Worm towers: Nematodes build living structures that puzzle scientists
06-07-2025

Worm towers: Nematodes build living structures that puzzle scientists

Long believed to be confined to the lab, the bizarre and cooperative behavior of “worm towers” has now been documented in nature.

An international team of researchers has recorded the first direct evidence of nematodes forming vertical, living structures in decaying fruit in German orchards. It’s a phenomenon once thought to be mythical.

These living towers, built from worm bodies, act as a collective vehicle to reach new environments and improve survival under stress.

Worm towers step into nature

For years, scientists suspected that nematodes might build these structures in the wild, but evidence was lacking.

Although seen in labs and chambers, no one had documented them in the wild – until now. Researchers from the Max Planck Institute of Animal Behavior (MPI-AB) and the University of Konstanz have changed that.

“I was ecstatic when I saw these natural towers for the first time,” said Serena Ding, senior author and group leader at MPI-AB, recalling the moment a colleague shared video footage from the field.

“For so long natural worm towers existed only in our imaginations. But with the right equipment and lots of curiosity, we found them hiding in plain sight.”

Ryan Greenway, a technical assistant at MPI-AB, spent months scouring rotting apples and pears with a digital microscope in local orchards near the University of Konstanz. His patience paid off.

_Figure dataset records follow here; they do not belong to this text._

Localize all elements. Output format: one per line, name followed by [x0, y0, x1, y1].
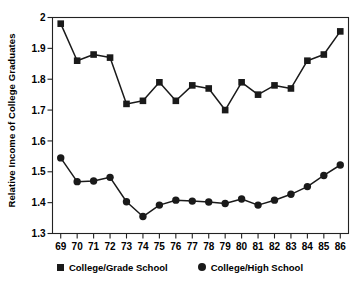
legend-label: College/Grade School — [69, 262, 168, 273]
data-point-marker — [73, 178, 80, 185]
legend-item-college-grade-school: College/Grade School — [57, 262, 168, 273]
legend-item-college-high-school: College/High School — [198, 262, 303, 273]
data-point-marker — [222, 107, 229, 114]
data-point-marker — [221, 200, 228, 207]
data-point-marker — [172, 196, 179, 203]
y-axis-tick-label: 1.4 — [32, 197, 46, 208]
series-line — [61, 24, 341, 110]
data-point-marker — [189, 197, 196, 204]
data-point-marker — [123, 101, 130, 108]
data-point-marker — [74, 57, 81, 64]
x-axis-tick-label: 83 — [285, 241, 297, 251]
x-axis-tick-label: 79 — [220, 241, 232, 251]
x-axis-tick-label: 73 — [121, 241, 133, 251]
data-point-marker — [107, 54, 114, 61]
plot-area: 1.31.41.51.61.71.81.92697071727374757677… — [0, 0, 360, 250]
x-axis-tick-label: 75 — [154, 241, 166, 251]
data-point-marker — [57, 154, 64, 161]
y-axis-tick-label: 1.8 — [32, 74, 46, 85]
data-point-marker — [337, 28, 344, 35]
data-point-marker — [139, 213, 146, 220]
data-point-marker — [238, 79, 245, 86]
x-axis-tick-label: 81 — [252, 241, 264, 251]
data-point-marker — [189, 82, 196, 89]
data-point-marker — [271, 196, 278, 203]
data-point-marker — [205, 198, 212, 205]
data-point-marker — [205, 85, 212, 92]
x-axis-tick-label: 84 — [302, 241, 314, 251]
data-point-marker — [304, 183, 311, 190]
x-axis-tick-label: 69 — [55, 241, 67, 251]
data-point-marker — [106, 174, 113, 181]
data-point-marker — [287, 191, 294, 198]
square-marker-icon — [57, 264, 64, 271]
data-point-marker — [90, 177, 97, 184]
circle-marker-icon — [198, 263, 206, 271]
chart-figure: Relative Income of College Graduates 1.3… — [0, 0, 360, 285]
y-axis-tick-label: 1.7 — [32, 105, 46, 116]
x-axis-tick-label: 76 — [170, 241, 182, 251]
y-axis-tick-label: 1.9 — [32, 43, 46, 54]
data-point-marker — [304, 57, 311, 64]
y-axis-tick-label: 1.3 — [32, 228, 46, 239]
data-point-marker — [255, 91, 262, 98]
data-point-marker — [254, 201, 261, 208]
data-point-marker — [140, 98, 147, 105]
y-axis-tick-label: 1.5 — [32, 166, 46, 177]
data-point-marker — [156, 201, 163, 208]
data-point-marker — [57, 20, 64, 27]
x-axis-tick-label: 86 — [335, 241, 347, 251]
x-axis-tick-label: 78 — [203, 241, 215, 251]
data-point-marker — [288, 85, 295, 92]
data-point-marker — [320, 172, 327, 179]
data-point-marker — [271, 82, 278, 89]
chart-legend: College/Grade School College/High School — [0, 252, 360, 282]
data-point-marker — [123, 198, 130, 205]
y-axis-tick-label: 1.6 — [32, 136, 46, 147]
x-axis-tick-label: 80 — [236, 241, 248, 251]
x-axis-tick-label: 77 — [187, 241, 199, 251]
data-point-marker — [321, 51, 328, 58]
y-axis-tick-label: 2 — [40, 12, 46, 23]
data-point-marker — [238, 195, 245, 202]
data-point-marker — [156, 79, 163, 86]
data-point-marker — [90, 51, 97, 58]
x-axis-tick-label: 74 — [137, 241, 149, 251]
x-axis-tick-label: 71 — [88, 241, 100, 251]
series-line — [61, 158, 341, 217]
data-point-marker — [173, 98, 180, 105]
x-axis-tick-label: 72 — [104, 241, 116, 251]
data-point-marker — [337, 161, 344, 168]
x-axis-tick-label: 70 — [72, 241, 84, 251]
x-axis-tick-label: 85 — [318, 241, 330, 251]
x-axis-tick-label: 82 — [269, 241, 281, 251]
chart-svg: 1.31.41.51.61.71.81.92697071727374757677… — [0, 0, 360, 250]
legend-label: College/High School — [211, 262, 303, 273]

In several cases, he observed the worms forming elaborate, upright clusters. When the team brought some into the lab for study, they made a surprising discovery. Despite many nematode species, the towers were made only from one kind, in a tough, immobile “dauer” larval state.

More than a pile of worms

“A nematode tower is not just a pile of worms,” said first author Daniela Perez, a postdoctoral researcher at MPI-AB. “It’s a coordinated structure, a superorganism in motion.”

In the wild, individual dauer-stage nematodes stand on their tails to latch onto passing animals, hitching rides to new environments. But this study revealed that entire towers – dozens of worms high – can perform the same trick collectively.

The towers responded to touch, detached from surfaces, and even managed to cling en masse to insects like fruit flies. It’s group movement on a microscopic scale.

To test the behavior under controlled conditions, Perez created worm towers in the lab. She used Caenorhabditis elegans, a commonly studied nematode species.

By placing starved worms on food-free agar with a bristle, she saw them build towers within two hours. These structures remained stable for over 12 hours, sometimes forming exploratory “arms” that extended into the surrounding space or bridged gaps to reach new surfaces.

“The towers are actively sensing and growing,” Perez said. “When we touched them, they responded immediately, growing toward the stimulus and attaching to it.”

Climbing together as one

In the wild, only dauer-stage worms built towers, but in the lab, Perez saw adults and other larval stages also built them. This suggests the behavior may be more common and versatile than previously believed.

Despite their impressive structure, the towers showed no evidence of specialization. Worms at the base were just as mobile and fertile as those at the top.

C. elegans is a clonal culture and so it makes sense there is no differentiation within the tower,” the authors explained. “In natural towers, we might see separate genetic compositions and roles, which prompts fascinating questions about who cooperates and who cheats.”

This kind of egalitarian cooperation – where no individual appears to dominate or be sacrificed – raises new questions about how group behaviors evolve and how individual actions contribute to collective success.

Worm towers inspire models

These findings place nematodes in a very exclusive group. Until now, only a few animals – like slime molds, fire ants, and spider mites – were known to use body-linking for collective motion.

The discovery that nematodes, Earth’s most abundant animals, do the same in nature opens vast research possibilities.

“Our study opens up a whole new system for exploring how and why animals move together,” Ding said. “By harnessing the genetic tools available for C. elegans, we now have a powerful model to study the evolution of collective dispersal.”

As scientists continue to explore how cooperative behaviors arise in everything from insect colonies to migrating birds, the humble worm tower may now rise – literally and figuratively – as a new cornerstone in the study of group movement.

What was once a lab oddity has become a natural wonder, twisting upward in decaying fruit, silently revealing how animals – even the tiniest – can work together to reach for better places.

The study is published in the journal Current Biology.